Is the right hon. Gentleman aware that he is a member of an Administration that is becoming more and more politically accident-prone when dealing with the whole question of the economy and industrial relations? Is he trying to say that the action which he has allowed to go the courts out with the control and jurisdiction of Parliament is going to help the Aldington Committee in getting a settlement? Does he not agree that what his Government have produced is industrial anarchy, and that people of this country have to suffer because of their incompetence?

Mr. Macmillan

I do not agree that the Government are accident-prone in industrial relations, except on the definition of the hon. Gentleman that they are prone to accident when seeking to defend the weak against the strong and to bring the rule of law into an area where it is conspicuously needed.

Mr. John Page

Is my right hon. Friend aware that many people in the country feel that the dockers now in prison have sought this pseudo-martyrdom for political rather than industrial reasons and that in this anarchistic attitude they are being egged on by hon. Gentlemen opposite?

Mr. Macmillan

I think that my hon. Friend is right in saying that those now in prison have made a fairly strong effort to get there, and I have no doubt that their motives are those which he attributed to them.

Mr. Atkinson

Will the right hon. Gentleman confirm that the docker shop stewards could purge their so-called contempt by accepting the Aldington Report? If that is so, can the right hon. Gentleman explain why Sir John Donaldson took the decision that he did to imprison the shop stewards when he must have known the date of publication of the report? Why do the Government want the shop stewards in prison at a time when the report will be discussed by the wider dock movement?

Mr. Macmillan

I do not think that the hon. Gentleman is quite aware of what he is suggesting. He is suggesting that the matter of purging contempt of court or of committing people to prison is a matter for the Government. It is not. It is a matter for the court, and it is important that the Government should not seek to interfere with the judiciary.

Several Hon. Members rose

Mr. Speaker

I have received notice of an application under Standing Order No. 9, and I think I should take it now.

Mr. Harold Wilson

I beg to ask leave to move the Adjournment of the House, under Standing Order No. 9, for the purpose of discussing a specific and important matter that should have urgent consideration, namely, the industrial situation following the committal to prison of the five dock workers. This is not the time to comment on the issue, but that it is urgent, justifying priority over announced business, will not be contested. The docks are at a standstill, the movement of food and raw materials is precluded and food processing and marketing are held up. Equally, I submit that there can be no doubt that it is specific, fulfilling a test which always has to be satisfied in these matters, and this is clearly and undeniably an issue on which the Government carry the gravest responsibility.

Mr. Speaker

The right hon. Gentleman gave notice that he would ask leave to move the Adjournment of the House for the purpose of discussing a specific and important matter that he thinks should have urgent consideration, namely, the industrial situation following the committal to prison of the five dock workers. I am quite satisfied that the matter raised by the right hon. Gentleman is proper to be discussed under Standing Order No. 9. Does the hon. Gentleman have the leave of the House?

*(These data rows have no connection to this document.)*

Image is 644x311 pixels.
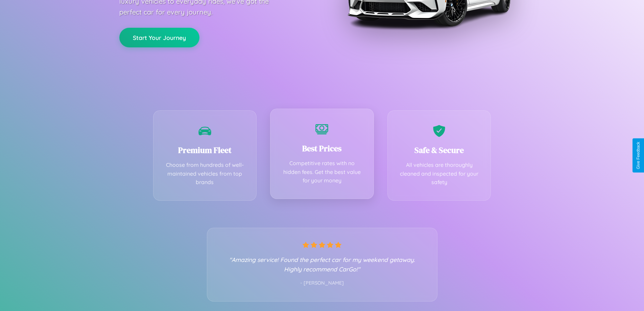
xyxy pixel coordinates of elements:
div: Give Feedback [636,142,640,169]
p: All vehicles are thoroughly cleaned and inspected for your safety [398,161,481,187]
p: "Amazing service! Found the perfect car for my weekend getaway. Highly recommend CarGo!" [221,255,424,274]
p: Competitive rates with no hidden fees. Get the best value for your money [280,159,364,185]
h3: Safe & Secure [398,145,481,156]
p: - [PERSON_NAME] [221,279,424,288]
button: Start Your Journey [119,28,199,47]
p: Choose from hundreds of well-maintained vehicles from top brands [164,161,247,187]
h3: Premium Fleet [164,145,247,156]
h3: Best Prices [280,143,364,154]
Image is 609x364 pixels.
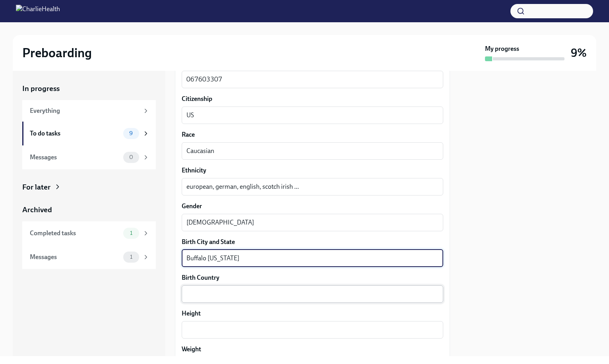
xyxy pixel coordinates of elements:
div: Completed tasks [30,229,120,238]
textarea: [DEMOGRAPHIC_DATA] [187,218,439,227]
span: 9 [124,130,138,136]
label: Weight [182,345,443,353]
a: Everything [22,100,156,122]
textarea: Caucasian [187,146,439,156]
div: Everything [30,106,139,115]
a: Archived [22,204,156,215]
textarea: 067603307 [187,75,439,84]
div: Messages [30,253,120,261]
label: Birth Country [182,273,443,282]
img: CharlieHealth [16,5,60,17]
span: 1 [125,230,137,236]
label: Ethnicity [182,166,443,175]
h2: Preboarding [22,45,92,61]
label: Height [182,309,443,318]
strong: My progress [485,44,519,53]
div: Messages [30,153,120,162]
span: 1 [125,254,137,260]
div: To do tasks [30,129,120,138]
label: Gender [182,202,443,211]
h3: 9% [571,46,587,60]
a: Messages0 [22,145,156,169]
a: For later [22,182,156,192]
label: Race [182,130,443,139]
a: To do tasks9 [22,122,156,145]
label: Citizenship [182,94,443,103]
a: Messages1 [22,245,156,269]
a: In progress [22,83,156,94]
textarea: Buffalo [US_STATE] [187,253,439,263]
textarea: US [187,111,439,120]
div: For later [22,182,51,192]
label: Birth City and State [182,238,443,247]
textarea: european, german, english, scotch irish ... [187,182,439,192]
span: 0 [124,154,138,160]
a: Completed tasks1 [22,221,156,245]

The leave of the House having been given

Mr. Speaker

The Motion for the Adjournment of the House will now stand over until the commencement of public business tomorrow, when a debate on the matter will take place for three hours, under Standing Order No. 9(2).

The Motion stood over under Standing Order No. 9 (Adjournment on specific and important matter that should have urgent consideration) until the commencement of public business tomorrow.

Mr. Kaufman

On a point of order, Mr. Speaker. When the Leader of the House makes his Business Statement tomorrow will he tell us what will happen to the Opposed Private Business set down for tomorrow?

Mr. Speaker

I am sure the right hon. Gentleman will make note of the point.